Pascal asked in the comments to a previous post about the book about how I was going about writing the book and how the publication process works. It’s a good question, and something I meant to cover here anyway, so now seems like a good time.
I’ll start from the beginning with a brief summary of how I got started with this writing thing. I started off by writing a number of articles for IBM DeveloperWorks. DeveloperWorks are actually really good to work with, all I did to start writing from them was fill in the proposal web form within a couple of hours we’d sorted out what was happening, and off we went.
The ImageMagick articles I wrote turned out to be quite popular with the ImageMagick people. I suspect that’s why the editor for Apress, a lovely guy named Matt contacted me. He pitched the book to me, and I was originally hesitant. He spent a fair bit of time (a month?) discussing the project with me, and I ended up deciding that because it’s fairly closely aligned with the imaging work I’m doing for my PhD, I ended up saying yes.
Along the way I wrote a table of contents with Matt’s guidance for the book, which is what the contract with Apress is based on, and wrote a chapter of the book to determine if the timing estimates that Matt had provided were believable. I was also a little less scared of the process given I was on the review team for a Jeremy Wright’s upcoming blog book.
So, no. The book isn’t self published. I have Apress doing that for me.
The book is written in a Microsoft Word template provided by Apress. This has to happen that way because that Word document plugs into Apress’ publication process. I am not aware of a non-Word format option for this at the moment. It’s not a big problem though, as OpenOffice‘s support for the Word format is quite good. The entire manuscript has been written in OpenOffice, with the exceptions being the insertion of images into the document, and the dealing with change tracking and comments from the editorial and technical review team. Both of those tasks I do in Microsoft Word, as the OpenOffice support for image insertion seems to be buggy (I can’t get it to work for me), and the change tracking is significantly nicer in Microsoft Word.

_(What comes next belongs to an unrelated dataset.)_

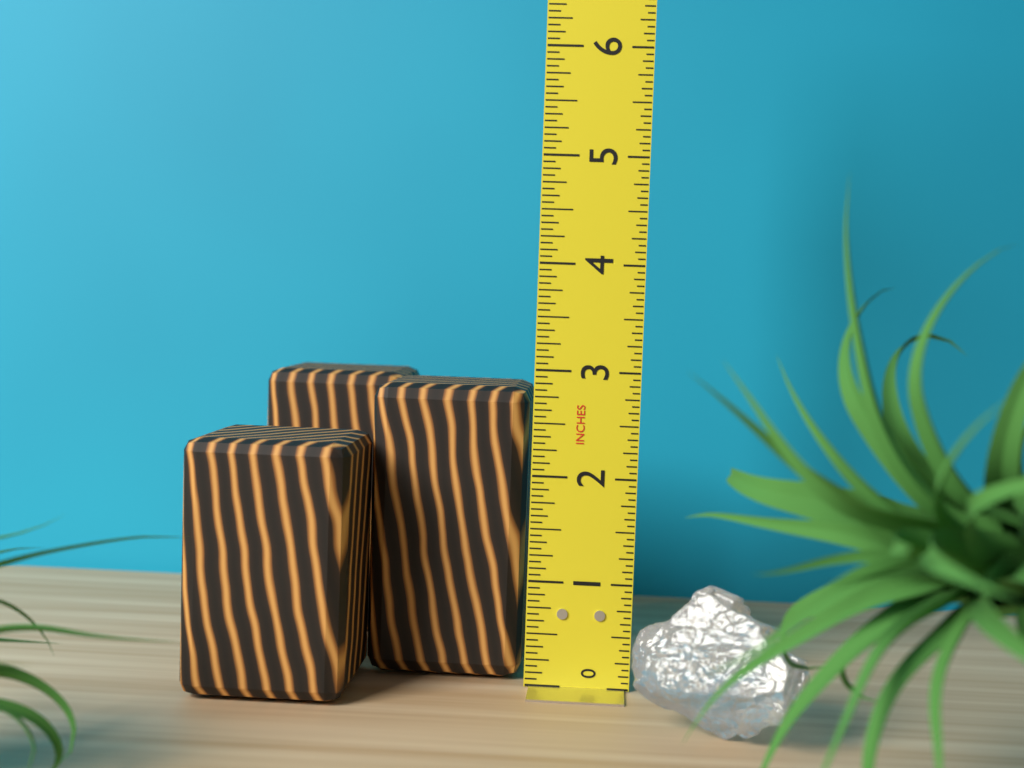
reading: 2.8125 in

It would be nice to give a presentation at LCA 2006 on what it’s like to write a book in OpenOffice at the OpenOffice mini-conf (if there is one), but we’ll have to wait and see if the papers committee accepts my real talk proposal, and what happens with some personal stuff I am dealing with at the moment (nothing bad, I’ll tell you all more about that when it’s more public).
Anyway, so there’s my book publication brain dump. Any more questions?